[Spambayes] Seeking a giant idle machine w/ a miserable corpus

Tim Peters tim.one@comcast.net
Mon Nov 18 06:48:54 2002


[Rob Hooft]
> I collected some unigram statistics yesterday: training hammie on my
> 2x10 sets in the corpus one by one, and after each 1600ham+580spam set
> run a program that reports the would-be collisions using the python 32
> bit hash function:
>
> Set1 : 109280
> Set2 : 183560
> Set3 : 227699 (2 clashes)
> Set4 : 277253 (3 clashes)
> Set5 : 329662 (5)
> Set6 : 362847 (7)
> Set7 : 394585 (12)
> Set8 : 422898 (12)
> Set9 : 448767 (16)
> Set10: 481393 (22)

I'm assuming the "big numbers" there are the number of distinct tokens,
rather than the number of distinct 32-bit hash codes.  If so, they're all a
little better than could be expected from a truly random 32-bit hash code.

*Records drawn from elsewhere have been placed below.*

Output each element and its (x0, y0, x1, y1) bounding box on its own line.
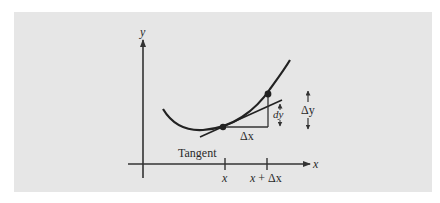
dy-label: dy (273, 108, 284, 120)
point-at-x (220, 124, 226, 130)
point-at-x-plus-dx (265, 91, 272, 98)
tick-label-x-plus-dx: x + Δx (249, 171, 282, 185)
delta-x-label: Δx (240, 129, 254, 143)
y-axis-label: y (139, 25, 146, 39)
delta-y-label: Δy (301, 103, 315, 117)
tick-label-x: x (221, 171, 228, 185)
x-axis-label: x (312, 157, 319, 171)
tangent-label: Tangent (178, 146, 217, 160)
differential-diagram: y x x x + Δx dy Δy Δx Tangent (0, 0, 440, 203)
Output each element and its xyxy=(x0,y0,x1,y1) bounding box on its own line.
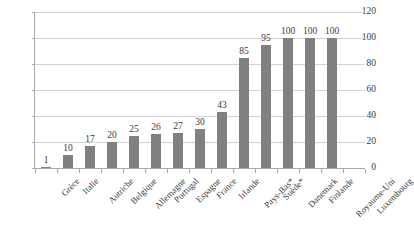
x-axis-tick-mark xyxy=(101,169,102,173)
bar[interactable] xyxy=(239,58,249,169)
x-axis-tick-mark xyxy=(343,169,344,173)
bar-slot: 25 xyxy=(123,12,145,168)
x-axis-tick-mark xyxy=(233,169,234,173)
x-axis-tick-mark xyxy=(277,169,278,173)
x-axis-tick-mark xyxy=(189,169,190,173)
bar-slot: 100 xyxy=(321,12,343,168)
x-axis-category-label: Irlande xyxy=(236,176,261,201)
bar[interactable] xyxy=(107,142,117,168)
bar-slot xyxy=(343,12,365,168)
bar[interactable] xyxy=(173,133,183,168)
x-axis-tick-mark xyxy=(35,169,36,173)
bar-slot: 10 xyxy=(57,12,79,168)
bar[interactable] xyxy=(85,146,95,168)
bar-slot: 17 xyxy=(79,12,101,168)
x-axis-tick-mark xyxy=(79,169,80,173)
plot-area: 110172025262730438595100100100 xyxy=(35,12,365,168)
x-axis-tick-mark xyxy=(299,169,300,173)
bar-slot: 20 xyxy=(101,12,123,168)
cropped-title-remnant: · · · · xyxy=(0,0,376,2)
bar[interactable] xyxy=(283,38,293,168)
x-axis-tick-mark xyxy=(365,169,366,173)
x-axis-tick-mark xyxy=(57,169,58,173)
bar[interactable] xyxy=(63,155,73,168)
x-axis-tick-mark xyxy=(145,169,146,173)
bar-slot: 27 xyxy=(167,12,189,168)
bar-slot: 30 xyxy=(189,12,211,168)
x-axis-tick-mark xyxy=(255,169,256,173)
bar[interactable] xyxy=(41,167,51,168)
x-axis-tick-mark xyxy=(123,169,124,173)
x-axis-tick-mark xyxy=(321,169,322,173)
bar[interactable] xyxy=(305,38,315,168)
bar-slot: 43 xyxy=(211,12,233,168)
x-axis-category-label: Italie xyxy=(80,176,100,196)
bar[interactable] xyxy=(151,134,161,168)
bar[interactable] xyxy=(217,112,227,168)
x-axis-tick-mark xyxy=(211,169,212,173)
bar-slot: 26 xyxy=(145,12,167,168)
bar[interactable] xyxy=(195,129,205,168)
bar[interactable] xyxy=(129,136,139,169)
x-axis-category-label: Grèce xyxy=(59,176,81,198)
bar[interactable] xyxy=(261,45,271,169)
bar[interactable] xyxy=(327,38,337,168)
gridline xyxy=(35,168,365,169)
x-axis-tick-mark xyxy=(167,169,168,173)
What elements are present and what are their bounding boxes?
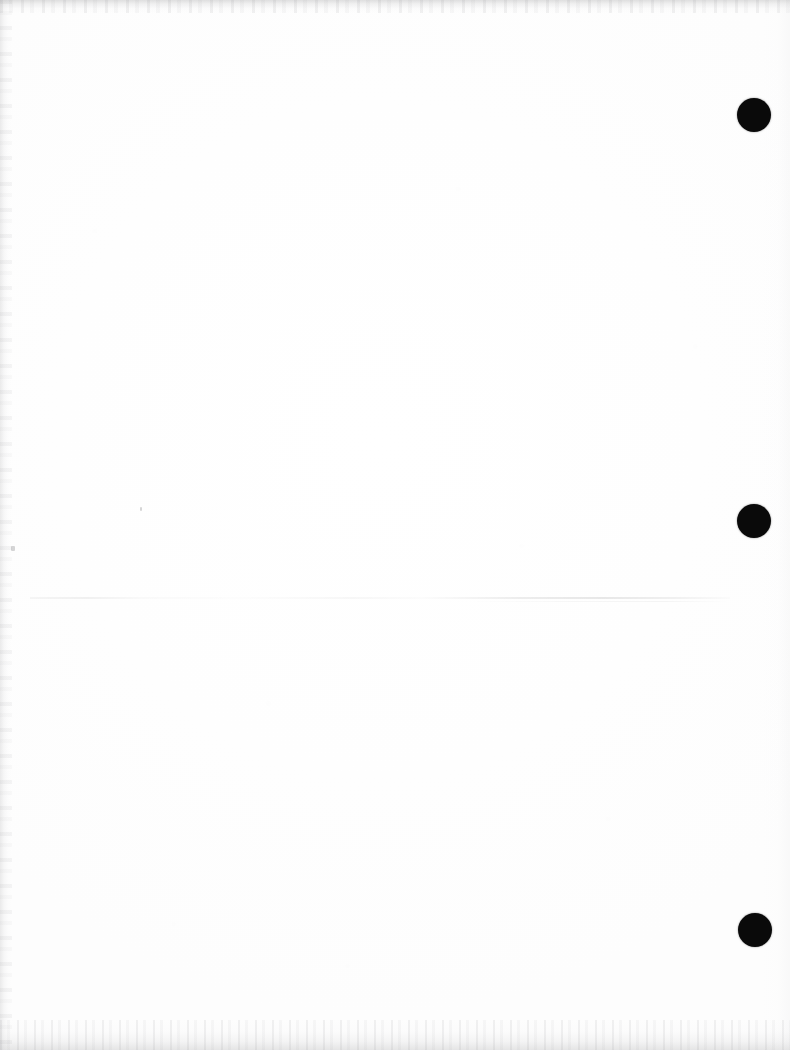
scanner-edge-top-artifact [0, 0, 790, 13]
speck-left-margin [11, 546, 15, 551]
registration-dot-bottom [738, 913, 772, 947]
speck-upper-left [140, 507, 142, 511]
registration-dot-top [737, 98, 771, 132]
paper-background [0, 0, 790, 1050]
faint-horizontal-scan-line-echo [470, 601, 730, 602]
faint-horizontal-scan-line [30, 597, 730, 599]
scanner-edge-left-artifact [0, 0, 12, 1050]
scanner-edge-bottom-artifact [0, 1020, 790, 1050]
registration-dot-middle [737, 504, 771, 538]
scanned-page [0, 0, 790, 1050]
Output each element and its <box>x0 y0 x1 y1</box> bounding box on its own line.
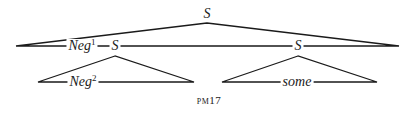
neg2-node: Neg2 <box>67 75 98 89</box>
root-s-label: S <box>204 6 211 21</box>
right-s-label: S <box>295 38 302 53</box>
left-subtree-triangle <box>38 56 194 82</box>
left-s-label: S <box>112 38 119 53</box>
neg1-superscript: 1 <box>91 37 96 47</box>
diagram-caption: pm17 <box>197 94 222 106</box>
neg1-node: Neg1 <box>66 39 97 53</box>
neg1-label: Neg <box>68 38 91 53</box>
neg2-superscript: 2 <box>92 73 97 83</box>
right-s-node: S <box>293 39 304 53</box>
neg2-label: Neg <box>69 74 92 89</box>
phrase-marker-diagram: S Neg1 S S Neg2 some pm17 <box>0 0 415 115</box>
left-s-node: S <box>110 39 121 53</box>
some-label: some <box>283 74 312 89</box>
root-s-node: S <box>202 7 213 21</box>
some-node: some <box>281 75 314 89</box>
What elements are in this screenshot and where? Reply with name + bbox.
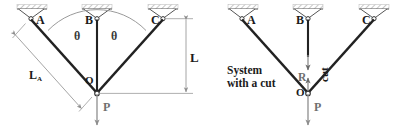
dim-line-la — [16, 35, 82, 109]
label-dimension-la-subscript: A — [37, 75, 42, 83]
label-support-b: B — [85, 14, 93, 26]
label-cut: cut — [319, 67, 330, 82]
label-dimension-la-base: L — [29, 68, 37, 82]
caption-system-line1: System — [227, 65, 262, 77]
figure-canvas: A B C θ θ O P L LA A B C System with a c… — [0, 0, 401, 136]
label-support-c: C — [151, 14, 160, 26]
dim-ext-la-top — [13, 24, 26, 39]
label-angle-theta-left: θ — [74, 30, 80, 42]
label-dimension-l: L — [190, 51, 199, 64]
label-joint-o: O — [85, 75, 94, 86]
diagram-vector-layer — [0, 0, 401, 136]
label-support-b-cut: B — [296, 14, 304, 26]
bar-co — [97, 20, 163, 94]
dim-ext-la-bottom — [79, 97, 92, 112]
label-reaction-r: R — [298, 72, 306, 84]
label-load-p: P — [103, 101, 110, 113]
label-support-a: A — [36, 14, 45, 26]
label-support-c-cut: C — [362, 14, 371, 26]
label-angle-theta-right: θ — [111, 30, 117, 42]
label-dimension-la: LA — [29, 69, 42, 81]
label-joint-o-cut: O — [296, 87, 305, 98]
label-support-a-cut: A — [247, 14, 256, 26]
caption-system-line2: with a cut — [227, 78, 276, 90]
label-load-p-cut: P — [314, 101, 321, 113]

BTW, after tossing N balls into M buckets, the expected # of occupied
buckets has

mean       M - M*(1-1/M)**N
variance   M*(M-1)*(1-2/M)**N + M*(1-1/M)**N - M**2*(1-1/M)**(2*N)

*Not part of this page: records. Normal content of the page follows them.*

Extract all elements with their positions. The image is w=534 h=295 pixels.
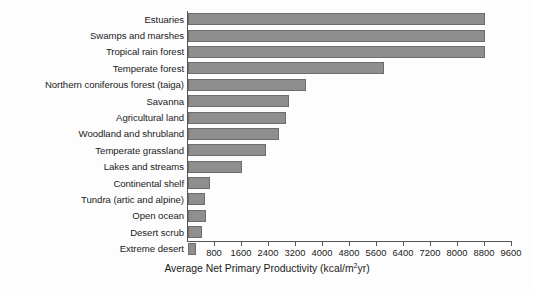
bar (188, 177, 210, 189)
x-tick-mark (457, 241, 458, 246)
x-axis-title: Average Net Primary Productivity (kcal/m… (0, 263, 534, 274)
bar (188, 46, 485, 58)
bar-rows: EstuariesSwamps and marshesTropical rain… (0, 11, 534, 257)
bar-track (188, 177, 210, 189)
plot-area: EstuariesSwamps and marshesTropical rain… (0, 0, 534, 295)
bar-track (188, 210, 206, 222)
x-tick-label: 1600 (231, 247, 252, 258)
bar-track (188, 79, 306, 91)
category-label: Northern coniferous forest (taiga) (0, 79, 184, 90)
category-label: Lakes and streams (0, 161, 184, 172)
category-label: Agricultural land (0, 112, 184, 123)
bar-track (188, 128, 279, 140)
bar-row: Northern coniferous forest (taiga) (0, 77, 534, 93)
bar (188, 226, 202, 238)
bar-row: Continental shelf (0, 175, 534, 191)
bar-track (188, 226, 202, 238)
x-tick-label: 9600 (501, 247, 522, 258)
category-label: Tundra (artic and alpine) (0, 194, 184, 205)
bar (188, 79, 306, 91)
category-label: Swamps and marshes (0, 30, 184, 41)
bar (188, 30, 485, 42)
x-tick-mark (430, 241, 431, 246)
bar-track (188, 193, 205, 205)
x-tick-mark (241, 241, 242, 246)
bar-row: Lakes and streams (0, 159, 534, 175)
bar-row: Swamps and marshes (0, 27, 534, 43)
x-tick-mark (322, 241, 323, 246)
bar (188, 13, 485, 25)
bar (188, 95, 289, 107)
x-tick-label: 8000 (447, 247, 468, 258)
x-tick-mark (295, 241, 296, 246)
bar-row: Tundra (artic and alpine) (0, 191, 534, 207)
bar-row: Estuaries (0, 11, 534, 27)
x-tick-label: 5600 (366, 247, 387, 258)
category-label: Estuaries (0, 14, 184, 25)
x-tick-mark (484, 241, 485, 246)
category-label: Woodland and shrubland (0, 128, 184, 139)
bar-row: Desert scrub (0, 224, 534, 240)
npp-bar-chart: EstuariesSwamps and marshesTropical rain… (0, 0, 534, 295)
x-tick-label: 4800 (339, 247, 360, 258)
category-label: Tropical rain forest (0, 46, 184, 57)
bar-row: Temperate forest (0, 60, 534, 76)
x-tick-mark (268, 241, 269, 246)
category-label: Open ocean (0, 210, 184, 221)
bar (188, 144, 266, 156)
x-tick-label: 3200 (285, 247, 306, 258)
category-label: Desert scrub (0, 227, 184, 238)
category-label: Continental shelf (0, 178, 184, 189)
x-tick-label: 6400 (393, 247, 414, 258)
bar-track (188, 144, 266, 156)
bar-track (188, 30, 485, 42)
x-tick-label: 7200 (420, 247, 441, 258)
bar-track (188, 112, 286, 124)
bar-row: Tropical rain forest (0, 44, 534, 60)
bar (188, 193, 205, 205)
bar-track (188, 95, 289, 107)
bar-row: Temperate grassland (0, 142, 534, 158)
x-tick-mark (376, 241, 377, 246)
bar-track (188, 161, 242, 173)
bar (188, 128, 279, 140)
bar (188, 112, 286, 124)
bar-row: Savanna (0, 93, 534, 109)
x-axis-title-suffix: yr) (357, 263, 369, 274)
bar-track (188, 46, 485, 58)
bar-track (188, 13, 485, 25)
category-label: Savanna (0, 96, 184, 107)
bar-row: Woodland and shrubland (0, 126, 534, 142)
x-tick-label: 8800 (474, 247, 495, 258)
x-tick-mark (511, 241, 512, 246)
bar-row: Agricultural land (0, 109, 534, 125)
bar (188, 210, 206, 222)
x-axis-title-prefix: Average Net Primary Productivity (kcal/m (164, 263, 353, 274)
bar-track (188, 62, 384, 74)
category-label: Temperate forest (0, 63, 184, 74)
x-tick-label: 800 (206, 247, 222, 258)
x-tick-mark (403, 241, 404, 246)
x-tick-mark (214, 241, 215, 246)
bar-row: Open ocean (0, 208, 534, 224)
bar (188, 161, 242, 173)
category-label: Temperate grassland (0, 145, 184, 156)
bar (188, 62, 384, 74)
x-tick-mark (349, 241, 350, 246)
x-tick-label: 4000 (312, 247, 333, 258)
x-tick-label: 2400 (258, 247, 279, 258)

Unfortunately, those expressions are numerically intractable using double
precision when M and N get large.  The exact distribution is intractable
even in theory; Knuth gives an iterative algorithm for computing it given
specific M and N, which takes time super-linear in N.  I have software left
over for this stuff from Python's years-ago experiments.

> ...
> Here, the number of hash collisions is still fairly low, but subtract
> bits, and see it explode.....

Oh yes!  The biggest pickle I've got sitting around has 327,439 tokens.
Using the last 20 bits of the hash code means using 2**20 ~= a million
buckets, and the mean number of collisions then is expected to be 46193.8,
with sdev 174.5 (nb: it's not a normal distribution).  Actually doing this
gave

    46,184  collisions using the low 20 bits of hash()
    46,481  collisions using the low 20 bits of binascii.crc32()

So either way is "random enough" for this range of numbers.

> Another thing that I learned from this, is that the number of distinct
> words with this test does not increase with the sqrt of the number of
> messages.

Perhaps not, but we're going to pretend that it is anyway because that's
such a pretty & quotable result <wink>.